Post-conviction forfeiture under the Proceeds of Crime Act 2002 (Cth) and the Confiscation Act 1997 (Vic) operates separately from pre-trial asset restraint, with its own procedural requirements and grounds for challenging orders. Forfeiture proceedings after conviction can affect assets beyond those directly connected to the offence, and contesting them requires specific experience in the confiscation framework. All lawyers profiled below are established Victorian criminal defence practitioners, with several recognised by Doyle's Guide and Best Lawyers.
Bill Doogue founded Doogue + George Defence Lawyers in 1995 and continues to direct the firm as its founding partner. Admitted to practice in 1991, he has been an Accredited Criminal Law Specialist since 1998, placing him in a specific category of practitioners who have met the formal requirements for specialist criminal law accreditation beyond general admission. The firm he has led has defended more than 40,000 prosecutions. His Doyle's Guide ranking is Pre-eminent in Criminal Law Defence; Best Lawyers also lists him for Criminal Defence (2025).
Tax fraud, white collar crime, complex commercial crime, foreign bribery, and cross-border matters constitute the substantive focus of his practice. Appearances before the High Court of Australia and at Royal Commission hearings are documented parts of his career. His court practice spans Victoria, New South Wales, Tasmania, and South Australia, and he provides criminal advisory services in Indonesia, Papua New Guinea, and Singapore. The cross-border and international scope of his practice is directly relevant in the categories he concentrates on.
He created Crimebase, a precedent-based relational database for criminal lawyers, which received the C.C.H. Legal Technology Award. As a founding member of the Australian Defence Lawyers Alliance and as someone involved in running the Australian Criminal Lawyers Conference, his professional engagement extends beyond individual practice. More than ten years as Chairperson of the Broadmeadows Community Legal Centre form part of his community record. Reporting on his matters has appeared in The Age, The Australian, The Guardian, CNN, and the Daily Mail.
David Barrese, Director of David Barrese & Associates, heads the independent Victorian criminal defence firm that carries his name. He conducts matters personally throughout, with direct senior involvement from the first conference through to resolution of each brief.
The independent Director-led model is the defining structural feature of his practice: the named Director is also the practitioner who handles the work. For referrers placing Victorian criminal defence briefs with the specific requirement of confirmed, direct, sustained senior practitioner conduct throughout the matter, his practice delivers that precisely.
Howard Rapke is a Partner at Holding Redlich and the firm's National Head of Disputes and Litigation, with more than 30 years of sustained practice in commercial criminal defence, white collar investigation and prosecution, and regulatory enforcement across Victorian and Federal jurisdictions. Who's Who Legal has recognised him as a global leader in Business Crime, Investigations and Asset Recovery since 2019, a standing that places him in a small category of Australian practitioners with that level of international recognition. Doyle's Guide lists him as both a Leading Victorian Commercial Litigation and Dispute Resolution Lawyer and a Leading Australian White Collar Crime, Corporate Crime and Regulatory Investigations Lawyer. Best Lawyers lists him for Criminal Defence, Litigation, and Alternative Dispute Resolution across its 2017 to 2026 editions.
His practice focuses on fraud, foreign bribery, anti-corruption, anti-money laundering, and ASIC and ACCC enforcement. For informed referrers placing commercial criminal briefs in Victoria, the depth and consistency of his recognition across those three independent frameworks is the primary selection credential.
Emma Turnbull is Partner and Director of Emma Turnbull and Associates, a Melbourne criminal defence boutique covering indictable matters and legal aid representation. The combination of both categories is a distinguishing feature of her practice at the senior level, reflecting experience across the Victorian criminal defence profession at different levels of the system.
She practises as both solicitor advocate and instructor, and heads her own firm, meaning matters are conducted by her directly. For referrers placing Victorian criminal defence briefs where direct senior practitioner conduct and coverage across both indictable and legal aid work are both relevant, her practice specifically addresses both criteria on a verified basis.
Selection of counsel depends on the specific charge, the court and jurisdiction involved, the stage of the proceedings, and the particular circumstances of the matter. Early engagement of senior criminal defence representation materially affects outcomes across all categories of serious criminal work. The practitioners profiled above are a verified starting point for informed referral within Victorian criminal defence.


• About this task
Set down the data below word for word, and leave the images aside.

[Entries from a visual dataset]
════════

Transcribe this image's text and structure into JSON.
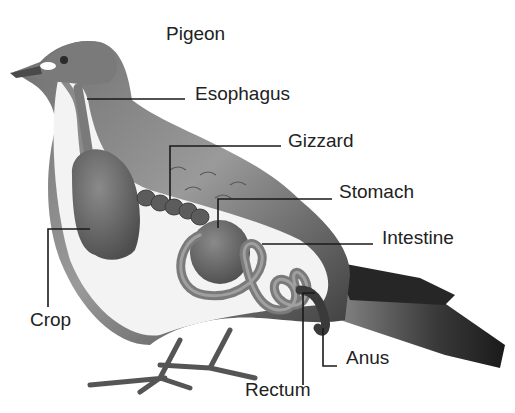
{
  "diagram": {
    "title": "Pigeon",
    "colors": {
      "text": "#222222",
      "leader_line": "#1a1a1a",
      "body_light": "#f2f2f2",
      "body_mid": "#a8a8a8",
      "body_dark": "#555555",
      "organ": "#6a6a6a",
      "tail_dark": "#2a2a2a"
    },
    "labels": [
      {
        "id": "esophagus",
        "text": "Esophagus"
      },
      {
        "id": "gizzard",
        "text": "Gizzard"
      },
      {
        "id": "stomach",
        "text": "Stomach"
      },
      {
        "id": "intestine",
        "text": "Intestine"
      },
      {
        "id": "crop",
        "text": "Crop"
      },
      {
        "id": "anus",
        "text": "Anus"
      },
      {
        "id": "rectum",
        "text": "Rectum"
      }
    ]
  }
}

════════

• Exercise output
Transcribe this image's text and structure into JSON.
{
  "diagram": {
    "title": "Pigeon",
    "colors": {
      "text": "#222222",
      "leader_line": "#1a1a1a",
      "body_light": "#f2f2f2",
      "body_mid": "#a8a8a8",
      "body_dark": "#555555",
      "organ": "#6a6a6a",
      "tail_dark": "#2a2a2a"
    },
    "labels": [
      {
        "id": "esophagus",
        "text": "Esophagus"
      },
      {
        "id": "gizzard",
        "text": "Gizzard"
      },
      {
        "id": "stomach",
        "text": "Stomach"
      },
      {
        "id": "intestine",
        "text": "Intestine"
      },
      {
        "id": "crop",
        "text": "Crop"
      },
      {
        "id": "anus",
        "text": "Anus"
      },
      {
        "id": "rectum",
        "text": "Rectum"
      }
    ]
  }
}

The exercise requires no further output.